NTEU President Kelley Cites List of Serious CBP Issues Jeopardizing National Security

Press Release May 18, 2006

Washington, D.C.—From its misguided program to centralize border inspectional expertise to its inability to adequately staff U.S. ports of entry, the policies of the Bureau of Customs and Border Protection (CBP) are jeopardizing the nation’s security in meaningful ways, the leader of the union representing CBP employees told a key House homeland security subcommittee today.

CBP’s ‘One Face at the Border’ program is not working, National Treasury Employees Union (NTEU) President Colleen M. Kelley said in testimony before the House Homeland Security Subcommittee on Management, Integration and Oversight, adding that Congress must ensure that inspectional expertise is maintained at U.S. border crossings. The subcommittee met to examine Department of Homeland Security personnel and security clearance issues.

The misguided and mismanaged ‘One Face at the Border’ program, President Kelley said, has sought to combine the inspectional expertise of legacy Customs, Immigration and Naturalization and Agriculture Department inspectors into a single port of entry position. Instead, she warned the subcommittee, the result has been a continuing and severe loss of such expertise which “jeopardizes our national security.”

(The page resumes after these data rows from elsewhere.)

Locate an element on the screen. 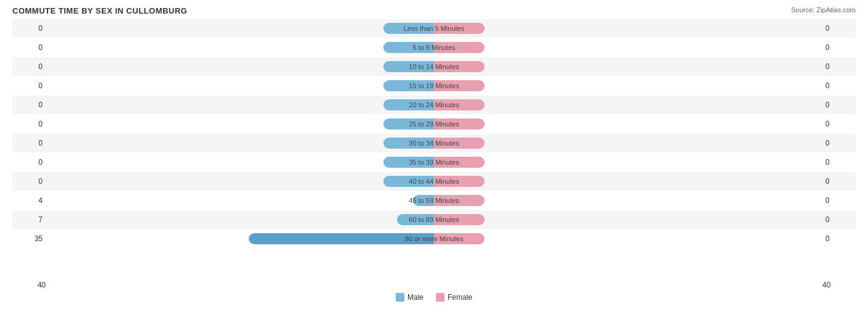 This screenshot has width=868, height=322. table-row: 0Less than 5 Minutes0 is located at coordinates (434, 28).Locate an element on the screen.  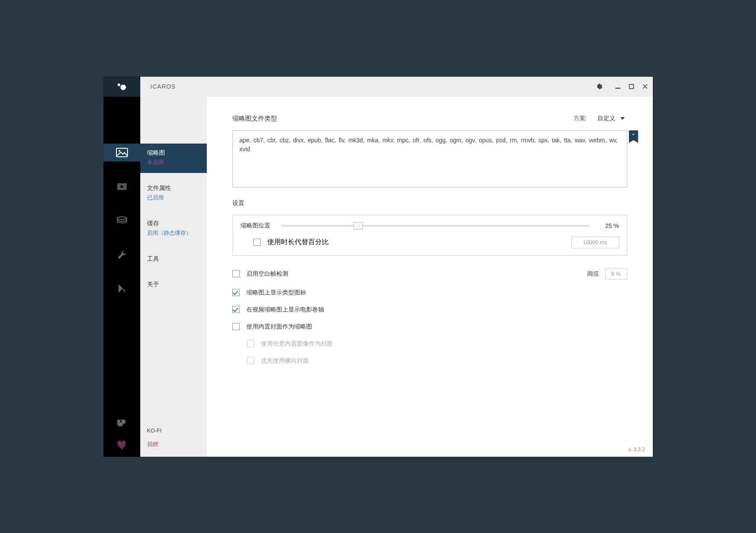
app-logo is located at coordinates (122, 87).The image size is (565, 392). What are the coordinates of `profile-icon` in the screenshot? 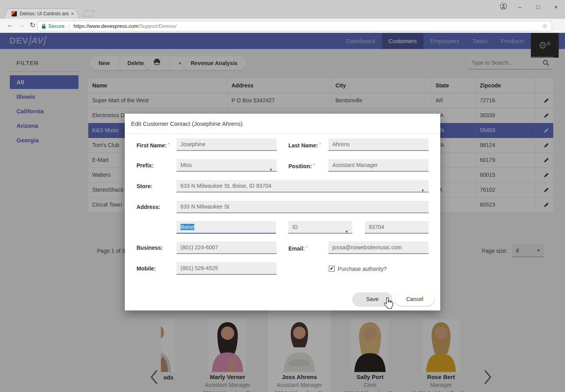 It's located at (503, 6).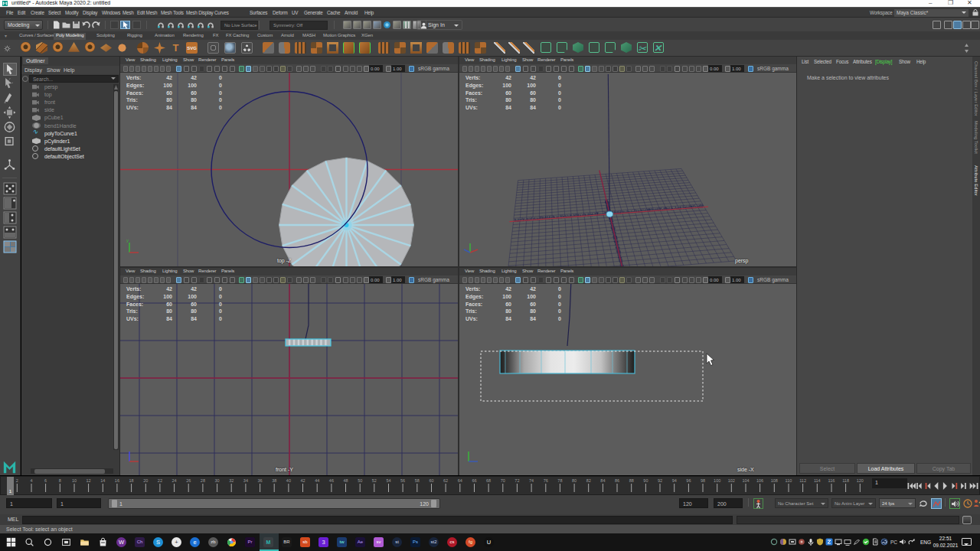 This screenshot has width=980, height=551. I want to click on svg-text: 42, so click(302, 481).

On a related matter, the NTEU leader faulted CBP’s staffing decisions at the nation’s 317 air, land and seaports. These critical locations are “woefully understaffed,” she said. The House has called for the addition of 1,200 new CBP Officers over six years—a number President Kelley described as “far short of the need”—and emphasized NTEU’s support for a Senate proposal to add at least another 2,500 CBP Officers to ports of entry.

Moving beyond these pressing issues, the NTEU leader told the subcommittee of the low morale among CBP employees—the main cause of which is the agency’s continued efforts to impose on them a regressive personnel system that would sharply erode employees’ collective bargaining, due process and appeal rights.

NTEU, as lead counsel for all Department of Homeland Security unions, has succeeded twice in winning federal court rulings preventing implementation of the regulations.

But the personnel regulations aren’t the only matter adversely impacting morale, Kelley said. Another is CBP’s misuse of national and internal security arguments to justify actions “that have no security implications,” she told the subcommittee.

Among others such actions, Kelley pointed to a CBP claim that wearing uniforms with shorts was a threat to security and a directive outlawing facial hair and implementing strict limitations on hair styles—both of which were rejected by neutral third-parties after NTEU objected.

“It is particularly disturbing to CBP employees that security concerns are falsely raised on these types of minor issues,” she said, when issues with “real security implications” like the recent controversy involving Dubai Ports World and lack of adequate staffing “go unquestioned by CBP.”

The NTEU leader also noted the failure of CBP to offer its strong support for bipartisan legislation—H.R. 1002—that would provide law enforcement officer (LEO) status for CBP Officers. LEO status is “long overdue for these employees who perform critical law enforcement duties every day,” she said.

NTEU is the largest independent federal union, representing some 150,000 federal workers in 30 agencies and departments, including nearly 16,000 in CBP.